'I know I am not an American citizen in the eyes of the powers that be.'
With these words the story of an historic New Orleans neighborhood comes full circle.
It was in this neighborhood that even before the Civil War hommes de couleur libré -- free people of color -- led lives of style and culture. It was in this neighborhood that fiery journalists published periodicals calling for equal citizenship. Prompted by their calls, a man of African and European ancestry, Homère Patris Plessy (left), dared on this day in 1892 to defy a new segregation law by sitting in a "white" car. As posted here, his test case ended when the Supreme Court held 8-1 in Plessy v. Ferguson (1896) that the Constitution permitted state-mandated segregation as long as facilities were "'equal but separate.'" That decision held sway until Brown v. Board of Education (1954); Plessy's New Orleans home nonetheless continued to thrive as "the oldest black neighborhood in America, the birthplace of the Civil Rights movement in the South and the home of jazz."
Plessy's story is the story of this neighborhood, just as this neighborhood's story is Plessy's. Both are told beautifully in a just-released film that bears the neighborhood's name, "Faubourg Tremé." I saw "Tremé," subtitled "The Untold Story of Black New Orleans," at the San Francisco International Film Festival, where it won a much-deserved Golden Gate Award for Best Bay Area Documentary. The film is screening in the same city again today and elsewhere in the United States in the next months, and is available as well on DVD (right).

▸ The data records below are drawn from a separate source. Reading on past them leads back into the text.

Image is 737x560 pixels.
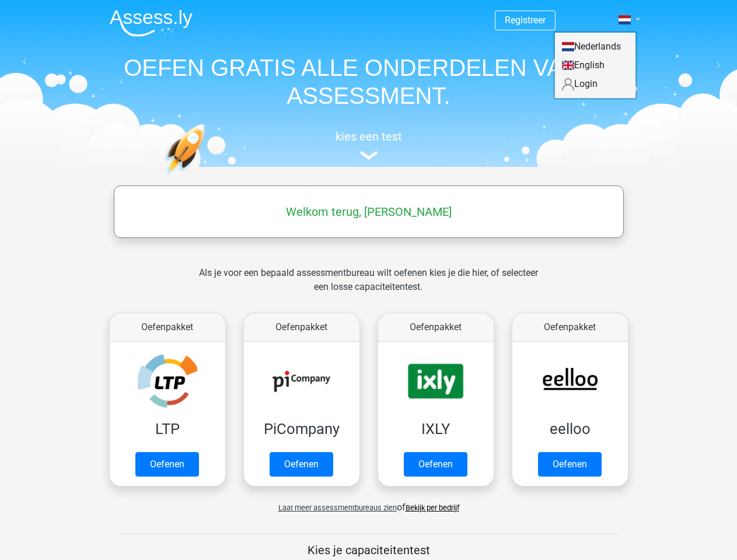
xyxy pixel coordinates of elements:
a: Oefenen [135,452,199,477]
img: Assessly [110,9,193,37]
a: Bekijk per bedrijf [405,503,459,512]
a: Oefenen [538,452,602,477]
a: Oefenen [404,452,468,477]
h5: Kies je capaciteitentest [120,544,618,557]
span: Laat meer assessmentbureaus zien [279,503,396,512]
a: Nederlands [555,37,636,56]
img: oefenen [164,123,250,229]
div: of [100,491,637,514]
div: Als je voor een bepaald assessmentbureau wilt oefenen kies je die hier, of selecteer een losse ca... [190,266,547,308]
a: Login [555,75,636,93]
a: kies een test [100,130,637,161]
a: English [555,56,636,75]
a: Registreer [505,15,545,26]
a: Oefenen [269,452,333,477]
img: assessment [360,151,377,160]
h1: OEFEN GRATIS ALLE ONDERDELEN VAN JE ASSESSMENT. [100,54,637,110]
h5: Welkom terug, [PERSON_NAME] [120,205,618,219]
h5: kies een test [100,130,637,143]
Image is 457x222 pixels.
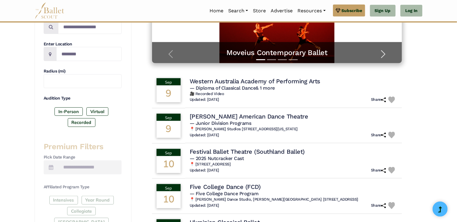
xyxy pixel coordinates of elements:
h6: 📍 [PERSON_NAME] Studios [STREET_ADDRESS][US_STATE] [190,127,398,132]
a: Resources [295,5,328,17]
span: — Five College Dance Program [190,191,259,197]
button: Slide 4 [289,56,298,63]
div: 10 [157,192,181,209]
h6: Share [371,97,386,102]
div: 9 [157,121,181,138]
button: Slide 1 [256,56,265,63]
a: Log In [401,5,423,17]
label: In-Person [55,108,83,116]
h6: 🎥 Recorded Video [190,92,398,97]
h3: Premium Filters [44,142,122,152]
span: — Diploma of Classical Dance [190,85,275,91]
h6: Share [371,168,386,173]
label: Virtual [86,108,108,116]
h4: Pick Date Range [44,155,122,161]
h6: 📍 [STREET_ADDRESS] [190,162,398,167]
input: Location [56,47,122,61]
h6: 📍 [PERSON_NAME] Dance Studio, [PERSON_NAME][GEOGRAPHIC_DATA] [STREET_ADDRESS] [190,197,398,202]
h4: Enter Location [44,41,122,47]
img: gem.svg [336,7,341,14]
h4: Festival Ballet Theatre (Southland Ballet) [190,148,305,156]
a: Advertise [268,5,295,17]
span: — 2025 Nutcracker Cast [190,156,244,162]
h6: Updated: [DATE] [190,203,219,209]
input: Search by names... [58,20,122,34]
div: 10 [157,156,181,173]
a: Search [226,5,251,17]
h4: Affiliated Program Type [44,184,122,190]
h6: Share [371,203,386,209]
button: Slide 2 [267,56,276,63]
div: 9 [157,86,181,102]
span: — Junior Division Programs [190,121,252,126]
a: & 1 more [256,85,275,91]
a: Subscribe [333,5,366,17]
label: Recorded [68,118,96,127]
h6: Share [371,133,386,138]
h4: Western Australia Academy of Performing Arts [190,77,321,85]
h4: [PERSON_NAME] American Dance Theatre [190,113,309,121]
a: Sign Up [370,5,396,17]
div: Sep [157,149,181,156]
h4: Audition Type [44,96,122,102]
a: Home [207,5,226,17]
div: Sep [157,184,181,192]
div: Sep [157,114,181,121]
div: Sep [157,78,181,86]
button: Slide 3 [278,56,287,63]
h6: Updated: [DATE] [190,97,219,102]
h6: Updated: [DATE] [190,168,219,173]
h6: Updated: [DATE] [190,133,219,138]
h4: Five College Dance (FCD) [190,183,261,191]
span: Subscribe [342,7,363,14]
a: Store [251,5,268,17]
h4: Radius (mi) [44,68,122,74]
a: Moveius Contemporary Ballet [158,48,396,58]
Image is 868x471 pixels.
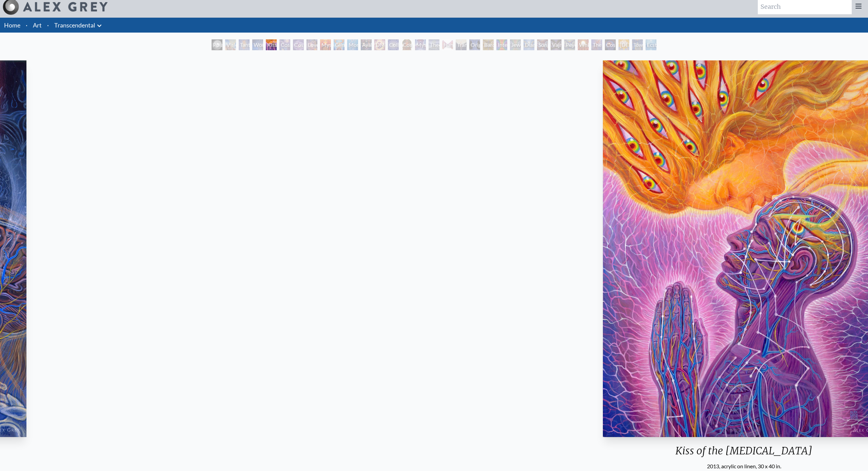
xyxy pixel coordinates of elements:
div: Toward the One [632,39,643,50]
div: DMT - The Spirit Molecule [375,39,385,50]
div: Mystic Eye [415,39,426,50]
div: Love is a Cosmic Force [307,39,317,50]
div: [DEMOGRAPHIC_DATA] [619,39,630,50]
div: Wonder [252,39,263,50]
a: Transcendental [54,20,95,30]
div: Hands that See [442,39,453,50]
div: Cosmic Artist [293,39,304,50]
div: Mysteriosa 2 [320,39,331,50]
div: Glimpsing the Empyrean [334,39,345,50]
a: Home [4,21,20,29]
div: Monochord [347,39,358,50]
div: White Light [578,39,589,50]
div: Song of Vajra Being [537,39,548,50]
div: Transfiguration [456,39,467,50]
div: The Great Turn [592,39,602,50]
div: Ayahuasca Visitation [361,39,372,50]
div: Cosmic [DEMOGRAPHIC_DATA] [401,39,413,50]
li: · [45,18,52,33]
div: Cosmic Creativity [279,39,290,50]
div: Original Face [470,39,480,50]
div: Tantra [239,39,250,50]
div: Cosmic Consciousness [605,39,616,50]
div: Collective Vision [388,39,399,50]
div: Interbeing [496,39,507,50]
div: Kiss of the [MEDICAL_DATA] [266,39,277,50]
div: Ecstasy [646,39,656,50]
div: Peyote Being [564,39,575,50]
div: Visionary Origin of Language [225,39,236,50]
div: Polar Unity Spiral [212,39,222,50]
div: Vajra Being [551,39,562,50]
div: Jewel Being [510,39,521,50]
div: Theologue [429,39,439,50]
li: · [23,18,30,33]
a: Art [33,20,42,30]
div: Diamond Being [524,39,534,50]
div: Bardo Being [483,39,494,50]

Producers Lucie Faulknor, Dawn Logsdon, and Lolis Eric Elie began "Tremé" well before August 29, 2005, the date that water surging in the wake of Hurricane Katrina broke levees and flooded much of New Orleans. The damage done to Tremé and its people thus forms an unsettling frame around the picture the producers initially set out to paint. In pre-Katrina footage neighbors are upbeat, proud of their home. After Katrina they are sapped of spirit. Some leave for good. The grief of those who stay is palpable. One is Louisiana Poet Laureate Brenda Marie Osbey (right). Another is is Glen David Andrews, who speaks of how music saved him from a rough life on the street. He is jubilant as he plays his trombone for the neighborhood. But that is early on. An interview with Andrews soon after Katrina shows that the government's failure to protect him and those close to him left him utterly at a loss. It is he who says:
'I know I am not an American citizen in the eyes of the powers that be.'
In Andrews' words one hears an eerie echo of how Plessy must have felt on reading the Supreme Court's ruling 112 years ago.